Everything you need to know about the Socratic experience.
How many Addition missions are in 1st Grade?
There are 30 missions in this topic — 10 Seedling (entry-level), 10 Explorer (core), and 10 Challenger (stretch). Each mission has 3 Socratic steps with adaptive hints.
Which CCSS standard does 1st Grade Addition cover?
This topic is aligned with CCSS 1.OA.A.1. Open the topic guide for the standard's full text and a step-by-step breakdown of the cognitive sub-skills.
What's the recommended order for Addition missions?
Start with Seedling missions to anchor the visual model, then move to Explorer for the core abstraction, and tackle Challenger only when Explorer is flawless. Difficulty badges on each card show this progression.
Is Grade 1 too early for Socratic learning?
Never! At this age, children are naturally inquisitive. We use visual objects and story-based scenarios to make logical inquiry feel like play.
How does this help with first-grade word problems?
By teaching children to visualize the 'scenario' (like birds on a tree) before they see the numbers, we eliminate the confusion that often comes with word problems.
Is Inquiry AI Common Core aligned?
Yes. Every mission, handbook page, and topic hub is mapped to a specific CCSS code (visible in the page header). The curriculum follows the CCSS coherence map: Grade 1 number sense → Grade 3 multiplicative thinking → Grade 6 ratio reasoning, with each grade building strictly on the prior year's foundations.
What is inquiry-based learning, and how does Inquiry AI apply it?
Inquiry-based learning starts with a question, not a formula — students explore, hypothesize, and verify before being told the rule. In Inquiry AI, every mission opens with a "Discovery" step (manipulate the model), then "Abstraction" (write the equation), then "Reflect" (apply to a new case). The procedure is never given upfront; learners derive it from their own observations.
How is Guided Discovery Learning different from "just letting kids figure it out"?
Pure discovery is inefficient — kids hit a wall and quit. Guided Discovery scaffolds the path: a careful sequence of questions, models, and adaptive hints leads the learner toward the insight without revealing it. Inquiry AI's hint system fires automatically after ~15s of hesitation or on the first mistake, escalating from a Socratic nudge to a worked example only when needed. Mistakes are diagnosed via "misconception keys" so the hint matches the actual wrong-thinking pattern.
What does it mean for a math platform to be "Socratic"?
Socratic teaching answers a question with a better question. Instead of "the answer is 12", the system asks "if you had 3 groups of 4, how could you skip-count?" The goal is to externalize the learner's reasoning so they hear themselves think. Every Inquiry AI hint follows this pattern: nudge → reframe → analogy → only then a worked example, in that order.
What is the Concrete-Pictorial-Abstract (C-P-A) approach?
C-P-A is the Singapore Math sequence proven to deepen number sense: first manipulate physical objects (Concrete), then draw pictures of them (Pictorial), and only then write equations (Abstract). Inquiry AI structures every mission as exactly these three steps — a manipulative, a picture/grid model, and finally the equation. Skipping straight to symbols is the #1 cause of math anxiety; the platform refuses to do it.
Why does Inquiry AI let kids "struggle" before showing the answer?
Research on "productive struggle" shows that 20–60 seconds of focused effort BEFORE help dramatically improves long-term retention — the brain encodes the strategy more deeply. Inquiry AI's hint timing is calibrated to this window: short enough to prevent frustration, long enough to lock in the learning. Parents can adjust the threshold in settings if a learner needs faster scaffolding.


(WHAT IS REQUIRED):
Go line by line through the entries and show those that hold the string "chart".

Stored dataset items
-*-

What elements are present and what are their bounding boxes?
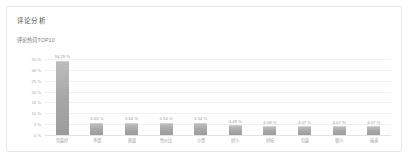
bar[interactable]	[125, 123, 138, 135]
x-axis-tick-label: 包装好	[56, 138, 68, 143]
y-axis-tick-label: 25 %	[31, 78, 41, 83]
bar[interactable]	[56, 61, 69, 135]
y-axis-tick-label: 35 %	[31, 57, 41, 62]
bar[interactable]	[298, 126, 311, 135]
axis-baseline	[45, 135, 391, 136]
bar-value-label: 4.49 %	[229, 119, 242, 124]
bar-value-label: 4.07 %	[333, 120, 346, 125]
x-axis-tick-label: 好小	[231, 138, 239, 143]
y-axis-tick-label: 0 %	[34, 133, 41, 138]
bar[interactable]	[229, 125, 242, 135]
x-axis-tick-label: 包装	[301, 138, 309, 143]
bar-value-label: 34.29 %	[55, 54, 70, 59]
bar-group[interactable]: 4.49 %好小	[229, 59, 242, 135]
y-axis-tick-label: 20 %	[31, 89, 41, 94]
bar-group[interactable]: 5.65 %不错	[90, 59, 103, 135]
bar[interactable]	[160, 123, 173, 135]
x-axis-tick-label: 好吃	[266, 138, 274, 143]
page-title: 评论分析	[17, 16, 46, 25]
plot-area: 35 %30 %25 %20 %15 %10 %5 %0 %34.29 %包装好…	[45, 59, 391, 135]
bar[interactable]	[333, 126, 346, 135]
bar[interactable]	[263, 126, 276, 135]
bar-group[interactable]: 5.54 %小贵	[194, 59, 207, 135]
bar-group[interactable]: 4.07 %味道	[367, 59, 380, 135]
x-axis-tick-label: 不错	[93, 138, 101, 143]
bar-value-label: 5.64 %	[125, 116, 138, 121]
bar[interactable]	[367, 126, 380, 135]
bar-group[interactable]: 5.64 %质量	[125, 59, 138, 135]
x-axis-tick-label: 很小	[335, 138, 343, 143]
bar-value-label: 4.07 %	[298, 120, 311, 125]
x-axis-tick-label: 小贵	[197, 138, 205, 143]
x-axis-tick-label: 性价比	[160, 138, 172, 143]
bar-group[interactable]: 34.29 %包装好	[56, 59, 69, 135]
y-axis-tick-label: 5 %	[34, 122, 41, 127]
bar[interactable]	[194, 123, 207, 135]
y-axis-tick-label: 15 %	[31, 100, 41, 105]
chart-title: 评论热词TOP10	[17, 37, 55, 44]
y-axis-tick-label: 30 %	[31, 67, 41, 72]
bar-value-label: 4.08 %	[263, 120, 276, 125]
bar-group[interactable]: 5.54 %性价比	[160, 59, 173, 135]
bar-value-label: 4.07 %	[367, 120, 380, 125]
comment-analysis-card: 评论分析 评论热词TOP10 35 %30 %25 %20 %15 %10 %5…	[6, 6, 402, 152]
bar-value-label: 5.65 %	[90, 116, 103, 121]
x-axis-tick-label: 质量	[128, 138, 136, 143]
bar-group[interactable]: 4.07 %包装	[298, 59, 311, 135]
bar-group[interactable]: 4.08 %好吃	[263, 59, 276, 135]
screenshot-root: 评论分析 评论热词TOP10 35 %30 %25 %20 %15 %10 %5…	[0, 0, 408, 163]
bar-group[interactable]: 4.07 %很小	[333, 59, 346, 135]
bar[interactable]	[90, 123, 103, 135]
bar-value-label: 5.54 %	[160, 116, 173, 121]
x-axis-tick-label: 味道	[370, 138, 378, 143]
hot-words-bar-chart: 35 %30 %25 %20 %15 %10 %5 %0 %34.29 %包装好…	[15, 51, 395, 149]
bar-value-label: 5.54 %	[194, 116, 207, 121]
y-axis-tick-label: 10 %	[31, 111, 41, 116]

-*-

(TASK RESPONSE):
chart-title: 评论热词TOP10	[17, 37, 55, 44]
hot-words-bar-chart: 35 %30 %25 %20 %15 %10 %5 %0 %34.29 %包装好…	[15, 51, 395, 149]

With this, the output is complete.